A sample version of power CVaR can be obtained in the same way as sample version for the regular CVaR, that is, one calculates the q-th sample moment of all observations in the sample that are smaller than the corresponding VaR estimate.

KEY POINTS

  • While the underpinning of financial theory is that the distribution of the return on financial assets is normally distributed, little evidence supports this assumption. Consequently, the justification for the use of the standard deviation or variance as a measure of risk in financial applications such as portfolio selection is difficult to justify.
  • Alternative risk measures that can accommodate the properties of asset returns that have been observed in financial markets have been proposed.
  • Alternative risk measures include dispersion measures and safety-first risk measures.
  • Dispersion measures include mean standard deviation, mean absolute deviation, mean absolute moment, index of dissimilarity, mean entropy, and mean colog.
  • Safety-first risk measures include classical safety first, value at risk, conditional value at risk, expected tail loss, MiniMax, lower partial moment, downside risk, probability-weighted function of deviations below a specified target return, and power conditional value at risk.

NOTES

1. See Ryan and Fabozzi (2002).

2. The mean semivariance approach was revisited by Stefani and Szegö (1976).

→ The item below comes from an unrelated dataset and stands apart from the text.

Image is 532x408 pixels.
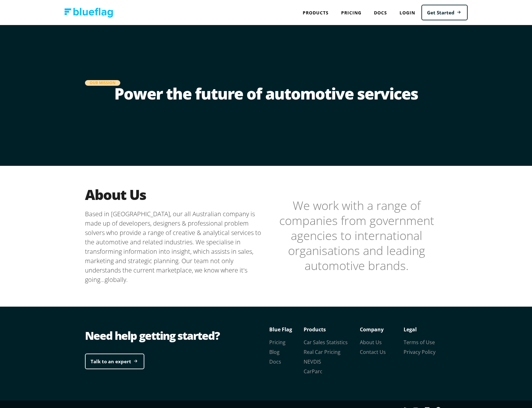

3. For more details, see Rachev, Menn, and Fabozzi (2006).

4. See Konno and Yamazaki (1991), Zenios and Kang (1993), Speranza (1993), and Ogryczak and Ruszczynski (2001).

5. For a further discussion of this index, see Rachev (1991).

6. See Buchen and Kelly (1996) and Avellaneda (1998).

7. See Giacometri and Ortobelli (2001).

8. See, among others, Roy (1952), Tesler (1955/6), and Bawa (1976, 1978).

9. See Castagnoli and LiCalzi (1996, 1999), Bordley and LiCalzi (2000), Ortobelli and Rachev (2001), Rachev and Mittnik (2000, pp. 424–464), and Rachev, Ortobelli, and Schwartz (2004).

10. See Bawa (1978), Uryasev (2000), and Martin, Rachev, and Siboulet (2003).